Reproduce each record exactly, leaving out no line.

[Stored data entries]
>>>
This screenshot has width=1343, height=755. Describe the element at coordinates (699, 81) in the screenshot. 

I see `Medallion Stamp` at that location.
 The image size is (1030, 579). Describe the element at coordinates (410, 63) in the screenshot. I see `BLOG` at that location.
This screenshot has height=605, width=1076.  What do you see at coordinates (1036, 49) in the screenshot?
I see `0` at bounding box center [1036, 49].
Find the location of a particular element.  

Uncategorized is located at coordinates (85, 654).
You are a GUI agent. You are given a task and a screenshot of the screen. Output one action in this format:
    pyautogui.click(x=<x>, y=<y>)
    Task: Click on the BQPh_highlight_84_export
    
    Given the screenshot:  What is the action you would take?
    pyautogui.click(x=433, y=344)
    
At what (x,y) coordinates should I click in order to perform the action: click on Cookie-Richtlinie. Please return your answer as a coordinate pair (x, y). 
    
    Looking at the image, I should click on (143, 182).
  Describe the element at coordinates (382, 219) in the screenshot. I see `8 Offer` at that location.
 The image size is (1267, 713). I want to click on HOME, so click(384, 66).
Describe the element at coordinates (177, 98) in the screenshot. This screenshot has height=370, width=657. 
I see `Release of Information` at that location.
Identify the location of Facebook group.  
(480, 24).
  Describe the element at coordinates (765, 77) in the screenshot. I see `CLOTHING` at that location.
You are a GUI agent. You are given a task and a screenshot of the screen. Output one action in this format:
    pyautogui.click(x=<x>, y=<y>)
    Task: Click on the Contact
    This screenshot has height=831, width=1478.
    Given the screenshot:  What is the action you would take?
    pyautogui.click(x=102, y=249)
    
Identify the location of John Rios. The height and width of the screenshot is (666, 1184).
<<<
* **RESULT FOR THIS EXERCISE**:
This screenshot has width=1343, height=755. Describe the element at coordinates (699, 81) in the screenshot. 

I see `Medallion Stamp` at that location.
 The image size is (1030, 579). Describe the element at coordinates (410, 63) in the screenshot. I see `BLOG` at that location.
This screenshot has height=605, width=1076.  What do you see at coordinates (1036, 49) in the screenshot?
I see `0` at bounding box center [1036, 49].
Find the location of a particular element.  

Uncategorized is located at coordinates (85, 654).
You are a GUI agent. You are given a task and a screenshot of the screen. Output one action in this format:
    pyautogui.click(x=<x>, y=<y>)
    Task: Click on the BQPh_highlight_84_export
    
    Given the screenshot:  What is the action you would take?
    pyautogui.click(x=433, y=344)
    
At what (x,y) coordinates should I click in order to perform the action: click on Cookie-Richtlinie. Please return your answer as a coordinate pair (x, y). 
    
    Looking at the image, I should click on (143, 182).
  Describe the element at coordinates (382, 219) in the screenshot. I see `8 Offer` at that location.
 The image size is (1267, 713). I want to click on HOME, so click(384, 66).
Describe the element at coordinates (177, 98) in the screenshot. This screenshot has height=370, width=657. 
I see `Release of Information` at that location.
Identify the location of Facebook group.  
(480, 24).
  Describe the element at coordinates (765, 77) in the screenshot. I see `CLOTHING` at that location.
You are a GUI agent. You are given a task and a screenshot of the screen. Output one action in this format:
    pyautogui.click(x=<x>, y=<y>)
    Task: Click on the Contact
    This screenshot has height=831, width=1478.
    Given the screenshot:  What is the action you would take?
    pyautogui.click(x=102, y=249)
    
Identify the location of John Rios. The height and width of the screenshot is (666, 1184).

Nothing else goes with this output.